Fig. 12 shows the holes made with the new detection
methodology (left) and with the force signal-based algo-
rithms (right) when commanding the system to stop at bone
protrusion. It can be seen how the new method is able to
stop the procedure just before the breakthrough whilst other
methods are not so accurate.
Fig. 12. Holes made with force-signal-based (left) and with the proposedmethodology (right).
V. CONCLUSIONS
This work reviewed previous related work on mechatronic
bone drilling systems and methodologies. Moreover, a test
bench was used to show some common drawbacks present
in such methods. Afterward, we described and tested a new
bone drilling methodology that improves the previous art.
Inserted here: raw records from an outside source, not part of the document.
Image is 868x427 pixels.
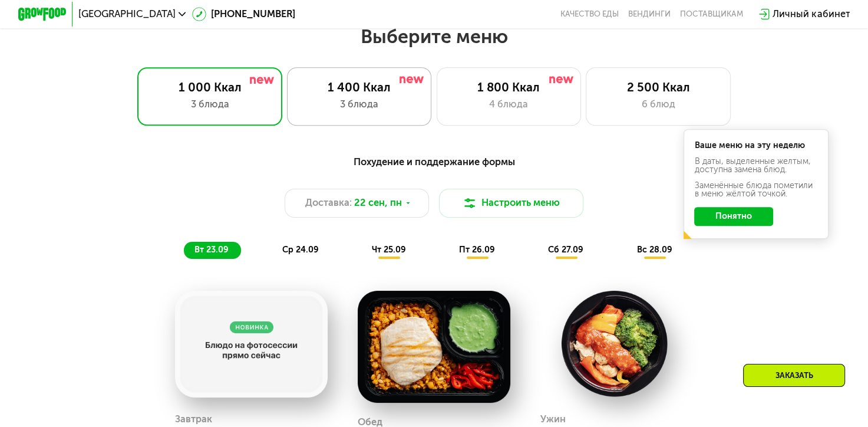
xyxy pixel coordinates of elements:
[79,9,175,19] span: [GEOGRAPHIC_DATA]
[773,7,850,22] div: Личный кабинет
[459,245,495,255] span: пт 26.09
[150,80,270,95] div: 1 000 Ккал
[150,97,270,112] div: 3 блюда
[680,9,743,19] div: поставщикам
[449,80,569,95] div: 1 800 Ккал
[637,245,672,255] span: вс 28.09
[548,245,583,255] span: сб 27.09
[439,189,584,217] button: Настроить меню
[694,142,818,149] div: Ваше меню на эту неделю
[194,245,229,255] span: вт 23.09
[743,364,845,386] div: Заказать
[77,154,791,170] div: Похудение и поддержание формы
[372,245,406,255] span: чт 25.09
[694,182,818,198] div: Заменённые блюда пометили в меню жёлтой точкой.
[283,245,319,255] span: ср 24.09
[299,80,419,95] div: 1 400 Ккал
[694,207,773,226] button: Понятно
[449,97,569,112] div: 4 блюда
[628,9,671,19] a: Вендинги
[599,97,719,112] div: 6 блюд
[192,7,296,22] a: [PHONE_NUMBER]
[39,25,829,48] h2: Выберите меню
[299,97,419,112] div: 3 блюда
[694,157,818,175] div: В даты, выделенные желтым, доступна замена блюд.
[599,80,719,95] div: 2 500 Ккал
[560,9,619,19] a: Качество еды
[354,196,402,210] span: 22 сен, пн
[305,196,352,210] span: Доставка:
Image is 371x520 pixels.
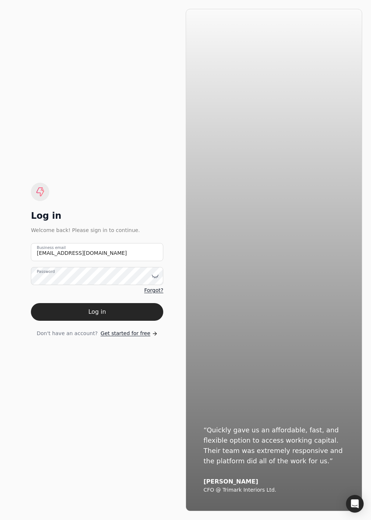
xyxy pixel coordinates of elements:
[204,425,345,466] div: “Quickly gave us an affordable, fast, and flexible option to access working capital. Their team w...
[101,329,151,337] span: Get started for free
[37,329,98,337] span: Don't have an account?
[31,210,163,222] div: Log in
[144,286,163,294] a: Forgot?
[37,269,55,275] label: Password
[31,226,163,234] div: Welcome back! Please sign in to continue.
[31,303,163,321] button: Log in
[204,478,345,485] div: [PERSON_NAME]
[346,495,364,512] div: Open Intercom Messenger
[204,487,345,493] div: CFO @ Trimark Interiors Ltd.
[37,245,66,251] label: Business email
[101,329,158,337] a: Get started for free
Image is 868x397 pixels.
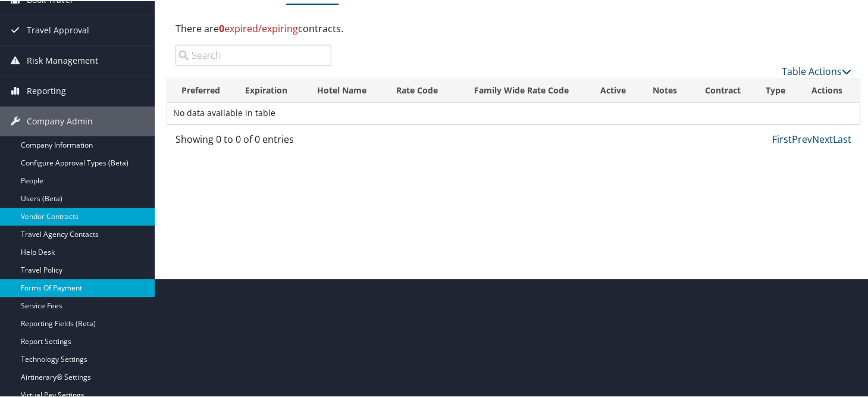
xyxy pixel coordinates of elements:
th: Type: activate to sort column ascending [755,78,800,102]
span: expired/expiring [219,21,298,34]
a: Next [812,131,833,144]
th: Active: activate to sort column ascending [586,78,639,102]
div: There are contracts. [166,11,860,44]
th: Hotel Name: activate to sort column ascending [306,78,386,102]
a: First [772,131,792,144]
th: Rate Code: activate to sort column ascending [386,78,456,102]
span: Company Admin [27,105,93,135]
span: Risk Management [27,45,98,74]
a: Last [833,131,851,144]
th: Contract: activate to sort column ascending [690,78,755,102]
td: No data available in table [167,102,860,122]
th: Expiration: activate to sort column ascending [234,78,306,102]
span: Travel Approval [27,14,89,44]
th: Preferred: activate to sort column ascending [167,78,234,102]
strong: 0 [219,21,224,34]
th: Actions [800,78,860,102]
th: Notes: activate to sort column ascending [639,78,690,102]
a: Table Actions [782,64,851,77]
span: Reporting [27,75,66,105]
div: Showing 0 to 0 of 0 entries [176,131,332,151]
input: Search [176,44,332,65]
th: Family Wide Rate Code: activate to sort column ascending [456,78,586,102]
a: Prev [792,131,812,144]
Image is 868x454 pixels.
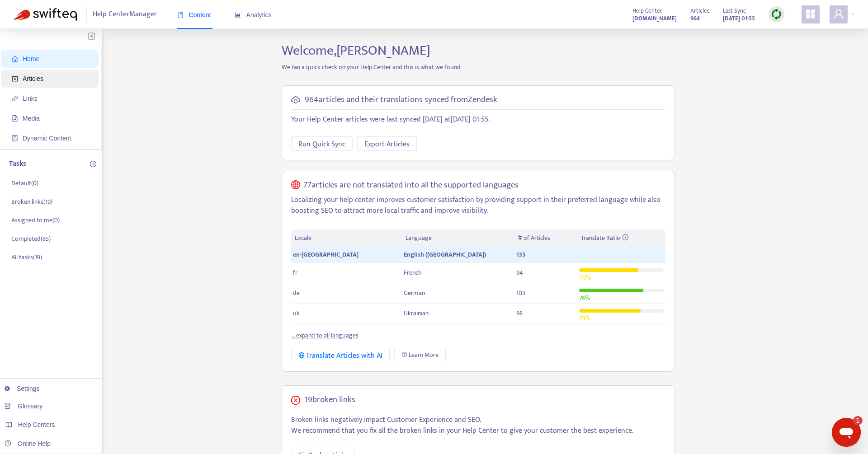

The proposed drilling method avoids the use of force
sensors or accelerometers, and the detection algorithm relies
uniquely on the measure of the linear movement of the drill
bit. By using the position signal of the drill bit, better results
can be obtained than with previous systems. The position
signal is less affected by electromagnetic noise, and the
control methodology used provides earlier detection of the
layer transitions and breakthroughs.Future work will focus on an approach close to the
real conditions found in an operating theatre, taking into
account the limitations considered in this paper, and on the
development of a hand-held mechatronic drilling tool that
can take advantage of the drilling methodology proposed.